When she slept, she looked peaceful, beautiful. Not Lena's kind of beautiful, something different. She looked content - like a sunny day, a cold glass of milk, an unopened book before you cracked the binding.
I do love improvisation, I love when I find an object in my studio or kitchen (look, a tea sample's tiny glass jar!) and instantly incorporate it in a project. It makes me feel creative on an every day basis.
Nothing in Nature's sober found, But an eternal Health goes round. Fill up the Bowl then, fill it high-- Fill all the Glasses there; for why Should every Creature Drink but I? Why, Man of Morals, tell me why?
Love demands expression. It will not stay still, stay silent, be good, be modest, be seen and not heard, no. It will break out in tongues of praise, the high note that smashes the glass and spills the liquid.
Glasses are not only functional but can be a great way to express yourself and to change your look. As frames around your eyes, glasses are perhaps one of the most important aspects of how you style yourself.
Look I eat really well and I work out, but I also indulge when I want to.

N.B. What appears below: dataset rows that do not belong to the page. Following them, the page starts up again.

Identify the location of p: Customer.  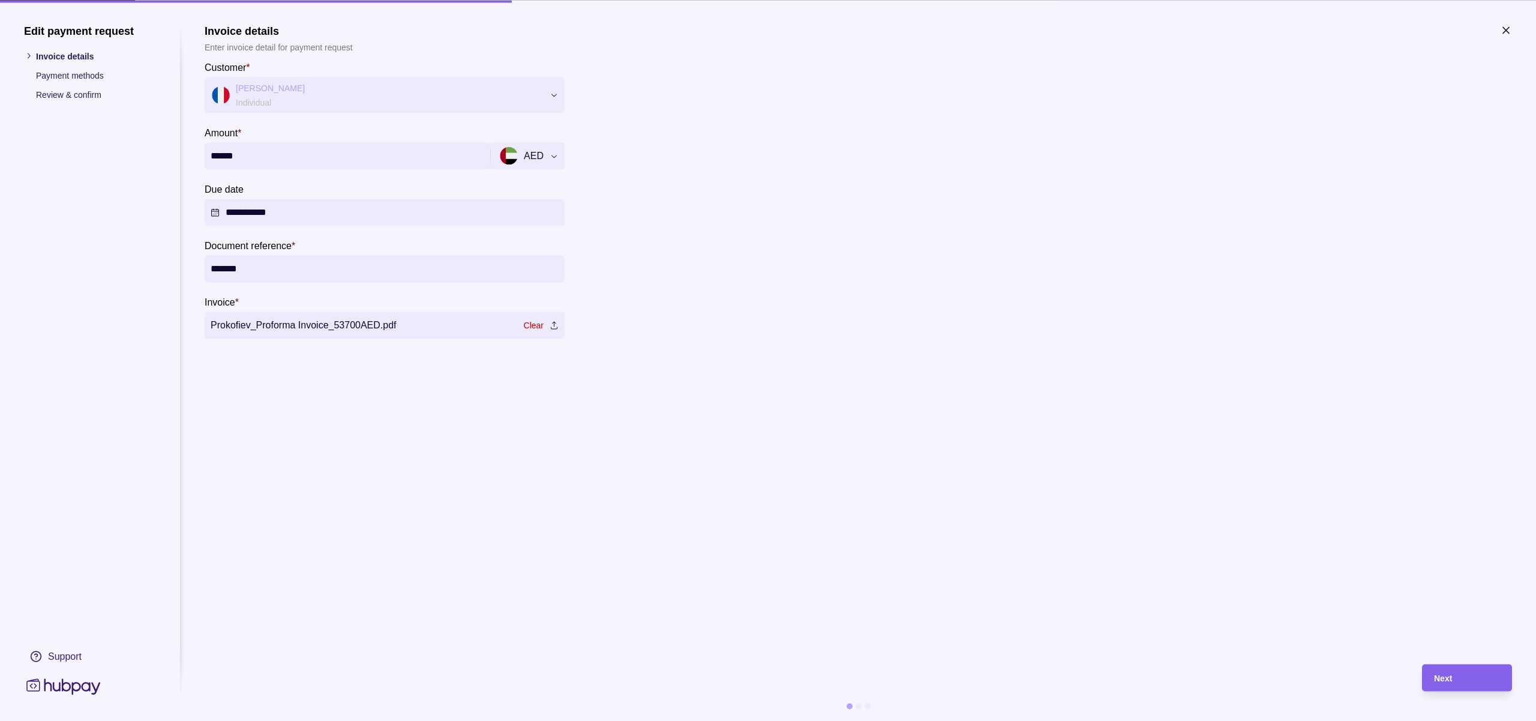
(225, 67).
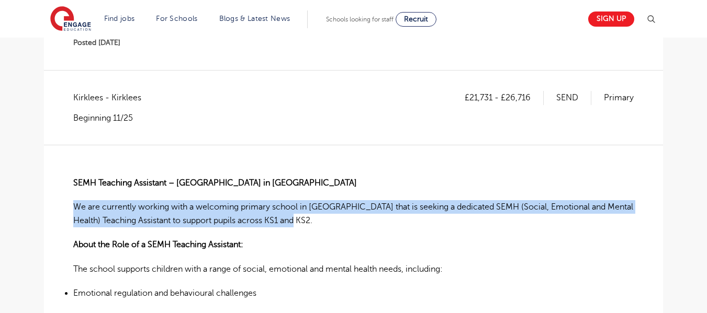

I don't starve myself in an extremist way. You're not taking away my coffee or my dairy or my glass of wine because I'd be devastated.
If I need to cheer myself up, I will put on some fabulous '40s musical on video. But I'm very lucky; I seldom get depressed. Without question, I'm a 'glass half full' person. In fact, it's three-quarters full!
It is wonderful to be in the country in a glass house, because no matter what happens out there, you're nice and safe, you know, cuddled in your little bed, and there it is, raging storms, snowing - wonderful.
I went into the house. I put on Jimi Hendrix's 'Red House' at full volume, filled the glass to the brim with rum, without ice, and went back to the terrace. To gaze at the night and the dark sea and the night.
Countless people pray far more than they know. Often they have such a "stained-glass" image of prayer that they fail to recognize what they are experiencing as prayer and so condemn themselves for not praying.
I never thought that the music called "jazz" was ever meant to reach just a small group of people, or become a museum thing locked under glass like all the other dead things that were once considered artistic.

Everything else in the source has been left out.